(Saved entries)
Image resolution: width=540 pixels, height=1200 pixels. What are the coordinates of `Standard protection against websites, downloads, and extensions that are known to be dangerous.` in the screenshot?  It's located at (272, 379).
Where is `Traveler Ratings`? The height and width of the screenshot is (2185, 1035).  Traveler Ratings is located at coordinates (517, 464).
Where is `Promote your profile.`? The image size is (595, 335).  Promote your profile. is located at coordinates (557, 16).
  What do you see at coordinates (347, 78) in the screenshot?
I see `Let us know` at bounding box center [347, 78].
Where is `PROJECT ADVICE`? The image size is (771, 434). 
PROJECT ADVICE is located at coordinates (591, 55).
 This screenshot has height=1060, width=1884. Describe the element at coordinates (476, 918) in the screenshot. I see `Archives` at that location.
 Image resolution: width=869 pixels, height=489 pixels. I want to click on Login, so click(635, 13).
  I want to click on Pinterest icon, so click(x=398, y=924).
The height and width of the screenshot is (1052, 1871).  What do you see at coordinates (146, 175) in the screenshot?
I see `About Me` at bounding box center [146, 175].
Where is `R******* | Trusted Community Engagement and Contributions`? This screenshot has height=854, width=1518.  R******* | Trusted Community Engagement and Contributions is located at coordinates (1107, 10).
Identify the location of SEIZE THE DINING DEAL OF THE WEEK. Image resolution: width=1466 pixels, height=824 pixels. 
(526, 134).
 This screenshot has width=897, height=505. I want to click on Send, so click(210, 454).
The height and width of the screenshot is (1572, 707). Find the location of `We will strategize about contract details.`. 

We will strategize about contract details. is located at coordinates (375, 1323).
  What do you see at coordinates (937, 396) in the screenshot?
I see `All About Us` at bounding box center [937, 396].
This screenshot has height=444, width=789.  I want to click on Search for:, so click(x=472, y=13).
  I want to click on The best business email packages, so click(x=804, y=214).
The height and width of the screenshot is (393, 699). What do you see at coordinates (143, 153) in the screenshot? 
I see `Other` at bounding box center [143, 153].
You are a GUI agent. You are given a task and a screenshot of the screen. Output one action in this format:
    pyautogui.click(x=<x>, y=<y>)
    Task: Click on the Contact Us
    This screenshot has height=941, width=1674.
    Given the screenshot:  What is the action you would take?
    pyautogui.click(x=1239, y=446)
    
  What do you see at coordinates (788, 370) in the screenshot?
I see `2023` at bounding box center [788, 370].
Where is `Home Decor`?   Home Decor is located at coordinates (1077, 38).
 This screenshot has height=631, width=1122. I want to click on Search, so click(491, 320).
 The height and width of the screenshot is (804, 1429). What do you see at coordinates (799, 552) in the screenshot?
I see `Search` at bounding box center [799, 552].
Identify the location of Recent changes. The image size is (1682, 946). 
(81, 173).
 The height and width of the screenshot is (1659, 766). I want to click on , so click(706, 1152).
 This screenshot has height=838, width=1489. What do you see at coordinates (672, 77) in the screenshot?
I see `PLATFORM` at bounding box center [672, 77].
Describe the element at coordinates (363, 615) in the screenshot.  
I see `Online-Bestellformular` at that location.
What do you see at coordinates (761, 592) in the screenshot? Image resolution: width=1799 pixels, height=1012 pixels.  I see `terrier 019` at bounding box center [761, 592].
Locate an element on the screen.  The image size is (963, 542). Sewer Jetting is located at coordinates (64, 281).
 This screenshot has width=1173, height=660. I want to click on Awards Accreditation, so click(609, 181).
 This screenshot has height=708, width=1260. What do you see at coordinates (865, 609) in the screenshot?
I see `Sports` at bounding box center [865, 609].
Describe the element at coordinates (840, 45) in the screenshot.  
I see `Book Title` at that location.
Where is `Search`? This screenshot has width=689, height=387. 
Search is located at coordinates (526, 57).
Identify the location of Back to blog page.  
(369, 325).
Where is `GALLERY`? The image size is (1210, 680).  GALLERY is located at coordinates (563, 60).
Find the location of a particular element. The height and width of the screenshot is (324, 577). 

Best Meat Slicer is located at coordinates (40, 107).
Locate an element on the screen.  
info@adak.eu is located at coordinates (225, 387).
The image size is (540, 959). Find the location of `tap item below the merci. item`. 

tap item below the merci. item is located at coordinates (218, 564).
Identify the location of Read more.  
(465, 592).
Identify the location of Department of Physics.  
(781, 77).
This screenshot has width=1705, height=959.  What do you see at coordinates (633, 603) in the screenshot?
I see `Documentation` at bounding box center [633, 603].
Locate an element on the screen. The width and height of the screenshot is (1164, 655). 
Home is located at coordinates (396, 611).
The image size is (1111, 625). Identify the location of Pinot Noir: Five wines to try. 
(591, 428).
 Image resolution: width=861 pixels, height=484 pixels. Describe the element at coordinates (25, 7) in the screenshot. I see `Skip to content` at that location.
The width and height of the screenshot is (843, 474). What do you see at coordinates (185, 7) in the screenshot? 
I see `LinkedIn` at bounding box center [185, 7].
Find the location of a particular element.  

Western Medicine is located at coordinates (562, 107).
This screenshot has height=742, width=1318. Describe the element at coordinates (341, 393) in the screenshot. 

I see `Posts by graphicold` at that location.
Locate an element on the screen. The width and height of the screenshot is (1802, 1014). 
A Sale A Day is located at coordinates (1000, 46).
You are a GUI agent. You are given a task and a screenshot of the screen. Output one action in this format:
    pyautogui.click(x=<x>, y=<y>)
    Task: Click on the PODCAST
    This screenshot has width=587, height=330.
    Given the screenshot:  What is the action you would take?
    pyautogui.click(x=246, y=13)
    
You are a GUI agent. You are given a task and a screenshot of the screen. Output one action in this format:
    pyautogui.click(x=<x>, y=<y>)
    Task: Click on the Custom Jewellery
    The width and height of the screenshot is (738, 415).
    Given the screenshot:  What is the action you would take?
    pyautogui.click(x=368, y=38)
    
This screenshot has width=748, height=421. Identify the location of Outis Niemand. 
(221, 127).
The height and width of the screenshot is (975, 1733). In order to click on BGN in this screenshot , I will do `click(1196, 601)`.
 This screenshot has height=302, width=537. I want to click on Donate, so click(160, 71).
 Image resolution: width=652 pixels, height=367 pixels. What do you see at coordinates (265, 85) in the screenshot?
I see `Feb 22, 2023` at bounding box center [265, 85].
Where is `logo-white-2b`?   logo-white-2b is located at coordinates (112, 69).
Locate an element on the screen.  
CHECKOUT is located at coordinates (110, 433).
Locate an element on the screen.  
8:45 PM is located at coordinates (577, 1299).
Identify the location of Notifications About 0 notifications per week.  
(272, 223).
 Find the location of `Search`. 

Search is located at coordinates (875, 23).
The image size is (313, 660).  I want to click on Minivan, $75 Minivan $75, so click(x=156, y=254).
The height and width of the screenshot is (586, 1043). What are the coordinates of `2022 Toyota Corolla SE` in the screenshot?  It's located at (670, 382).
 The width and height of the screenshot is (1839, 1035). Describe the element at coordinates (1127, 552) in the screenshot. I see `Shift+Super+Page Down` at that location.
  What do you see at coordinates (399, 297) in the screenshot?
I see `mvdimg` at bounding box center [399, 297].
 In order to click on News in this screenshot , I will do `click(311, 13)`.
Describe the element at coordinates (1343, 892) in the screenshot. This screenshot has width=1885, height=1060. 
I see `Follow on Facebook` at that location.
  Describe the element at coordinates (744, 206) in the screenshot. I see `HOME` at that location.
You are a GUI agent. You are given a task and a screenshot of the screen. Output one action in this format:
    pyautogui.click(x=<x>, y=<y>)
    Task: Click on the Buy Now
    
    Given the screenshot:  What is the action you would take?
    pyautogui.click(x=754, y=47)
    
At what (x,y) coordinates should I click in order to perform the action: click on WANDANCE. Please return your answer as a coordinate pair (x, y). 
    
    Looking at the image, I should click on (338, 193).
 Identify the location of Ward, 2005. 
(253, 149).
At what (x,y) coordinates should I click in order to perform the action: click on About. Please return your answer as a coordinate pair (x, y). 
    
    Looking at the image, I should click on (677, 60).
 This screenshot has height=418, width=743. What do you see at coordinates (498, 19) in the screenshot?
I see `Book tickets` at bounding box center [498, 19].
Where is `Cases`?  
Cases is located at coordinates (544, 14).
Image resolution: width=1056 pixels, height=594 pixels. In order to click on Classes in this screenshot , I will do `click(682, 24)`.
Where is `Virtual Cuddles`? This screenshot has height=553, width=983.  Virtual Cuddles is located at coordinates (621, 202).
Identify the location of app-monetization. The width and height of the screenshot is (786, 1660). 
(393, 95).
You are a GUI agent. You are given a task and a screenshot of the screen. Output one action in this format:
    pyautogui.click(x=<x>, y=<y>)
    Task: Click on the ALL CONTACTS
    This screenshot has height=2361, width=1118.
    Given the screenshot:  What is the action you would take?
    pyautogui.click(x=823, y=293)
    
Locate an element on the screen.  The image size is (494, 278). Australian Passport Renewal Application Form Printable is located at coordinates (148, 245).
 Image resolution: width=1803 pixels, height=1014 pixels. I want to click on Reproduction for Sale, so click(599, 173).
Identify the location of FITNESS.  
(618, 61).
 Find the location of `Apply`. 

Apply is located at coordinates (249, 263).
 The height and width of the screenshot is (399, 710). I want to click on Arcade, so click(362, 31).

- [ACTION ITEM]: Using the records above, restate word for word the lines from the one with "The width and height of the screenshot is (843, 474)." through the one with "Task: Click on the PODCAST", both included.

- [EXPECTED ANSWER]:
The width and height of the screenshot is (843, 474). What do you see at coordinates (185, 7) in the screenshot? 
I see `LinkedIn` at bounding box center [185, 7].
Find the location of a particular element.  

Western Medicine is located at coordinates (562, 107).
This screenshot has height=742, width=1318. Describe the element at coordinates (341, 393) in the screenshot. 

I see `Posts by graphicold` at that location.
Locate an element on the screen. The width and height of the screenshot is (1802, 1014). 
A Sale A Day is located at coordinates (1000, 46).
You are a GUI agent. You are given a task and a screenshot of the screen. Output one action in this format:
    pyautogui.click(x=<x>, y=<y>)
    Task: Click on the PODCAST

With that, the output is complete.